With the two hulks blocking the road (and then booby-trapped), it must have been these which finally closed off Pharmacy Road, effectively isolating PB Wishtan, forcing it to be re-supplied by helicopter. And, when – as Yon but not the MoD tells us – a supply helicopter was attacked by an RPG, which cannot have been long after the Mi-26 had been shot down, one surmises that helicopter flights were suspended, leaving the base cut-off and under siege.

Thus, it would appear, Operation Flint was not simply a "route clearance" operation. It was an emergency relief force to break the siege of PB Wishtan, before its supplies ran out and it was over-run.

This is, effectively, borne out by the MoD itself, which tells us that, 22 hours after 2 Rifles deployed, the road was declared clear as the soldiers reached Wishtan. The rest of the night, we are then told, a "convoy resupplied Wishtan with everything from fridges to missiles." That detail is not mentioned by Yon.

That is what this convoy must have been all about. Several of the photographs show the convoy driving through Sangin market, which is the route to PB Wishtan from Jackson. We are looking at a relief convoy, breaking the siege – hence the elation of the Wimik driver.

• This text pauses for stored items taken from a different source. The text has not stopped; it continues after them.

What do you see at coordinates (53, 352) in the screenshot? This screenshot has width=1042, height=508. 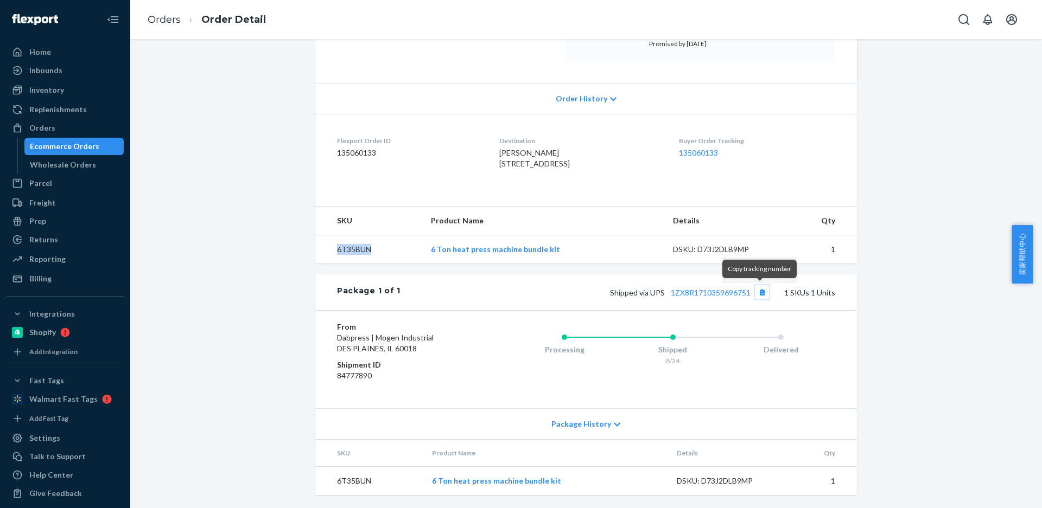 I see `div: Add Integration` at bounding box center [53, 352].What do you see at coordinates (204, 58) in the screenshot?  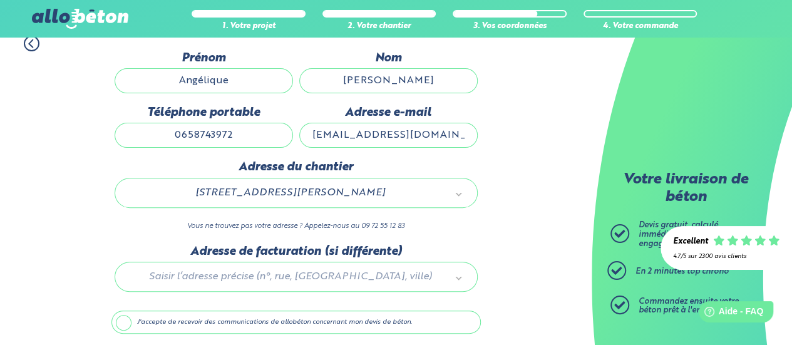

Such is speculation, of course, but it all fits. And it explains the sensitivity of the MoD to Michael Yon's report – and its eagerness now to rush out its own version. The last thing the MoD wants is anyone to realise quite how desperate the situation really is in Sangin, with a Company base not three miles from the main FOB Jackson having been cut off by the Taleban.

That subsequently, the Taleban were effectively able to isolate FOB Jackson on election day also tells you a great deal about the security situation in Sangin, and the strength of the Taleban. Operation Flint – or at least the MoD version of it – seems to be hiding that in plain sight.

Things are perhaps now worse than even the growing casualty rate tells us. Yon got perilously close to revealing this.